Live From The Open Championship: UHD HDR Coverage Debuts on Hole 1/18 Feed

Production and IP transmission are in native 4K

The most newsworthy addition to the mix this year at The Open Championship is DirecTV’s request for UHD HDR coverage. Its Open Experience mosaic channel includes a channel dedicated to Holes 1 and 18. The decision was made to produce the coverage from those two holes in true UHD with HDR (for separate distribution apart from the mosaic), and operating in true 4K mode required 18 Sony HDC-4300 cameras and one P43, as well as an EVS XT4K replay server operating in 2×2-channel mode and at true UHD 4K resolution.

CTV’s OB2 production unit is handling UHD and HDR production of Holes 1 and 18.
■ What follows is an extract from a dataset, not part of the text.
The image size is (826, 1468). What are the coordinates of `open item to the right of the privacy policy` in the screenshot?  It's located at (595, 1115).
“DirecTV wanted as much native 4K coverage as possible, and they didn’t want to start with 1080p,” says CTV OB CTO Paul Francis. “This is the first sport we have been involved with where we had native UHD and HDR replays, and it’s been a reasonable compromise to stay in UHD instead of 1080p and upconverting it.”
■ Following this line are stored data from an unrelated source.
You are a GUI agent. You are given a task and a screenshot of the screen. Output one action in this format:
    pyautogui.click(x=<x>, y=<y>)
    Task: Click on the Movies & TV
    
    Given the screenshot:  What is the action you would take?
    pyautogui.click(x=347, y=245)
The impact of HDR depends somewhat on lighting conditions. In bright sun, the colors pop much more, and details are a bit more visible. When the clouds and rain roll in, the colors may not pop, but the HDR benefits become clear: in the darker areas (such as the sides of Barry Burn), details that normally would have been lost are visible.

“When the sun is out, there is a wow factor in the production gallery,” says Francis, adding that one of the best shots in UHD HDR comes from behind the players as they walk down the fairway: the 4K and HDR adds depth to the shot looking down the fairway.

“You have the player in the foreground,” he notes, “and there is an amazing depth that comes from that.”

According to CTV OB CEO Hamish Greig, moving to UHD and HDR required that all the cameras on the two holes be switched to Sony HDC-4300 cameras. The BPUs for the cameras extract UHD and HDR for the Hole 1 and 18 coverage, and a 1080i signal is used for the world feed and coverage from Sky UK and NBC Sports.

“Five cameras are dedicated to the UHD and HDR production, while 13 are part of the standard world feed,” he says. “The crane cameras in UHD and HDR have an amazing level of detail and depth of field.”

The biggest issue in making the move to even more UHD coverage on a golf course is that there is not enough available spectrum to accommodate 25 radio cameras operating in 1080p.

“It’s been a relatively painless production,” says Greig of coverage of the two holes. “We have the cricket trucks that are already configured for UHD and have the HDC-4300 cameras on board. They had a one-week window, so the gods were shining on us.”

DirecTV brought in DTAGS to help out with encoding of the 4K HDR contribution and distribution signals. DTAGS President Mike Burk is on hand for encoding of the 4K HDR production and an IP multicast of the signal, which is sent to DirecTV’s Los Angeles-based broadcast center.

“The most critical component really is the video signal,” he says. “If you have a beautiful picture, you can maintain that through the whole picture chain.”

DTAGS is onsite with two Grass Valley Alchemist Live units for frame-rate conversion from 50 to 59.94 fps. The converted signals are sent to Ericsson AVP2000 encoders and Ateme Titan Live encoders to be encoded via HEVC compression and output at 85 Mbps.

“It’s a pretty high HEVC data rate to maintain the pristine quality all the way through contribution and distribution,” says Burk. “It is then sent to Los Angeles via IP multicast directly into an Elemental decoder, so it is never truly decoded in the traditional sense.”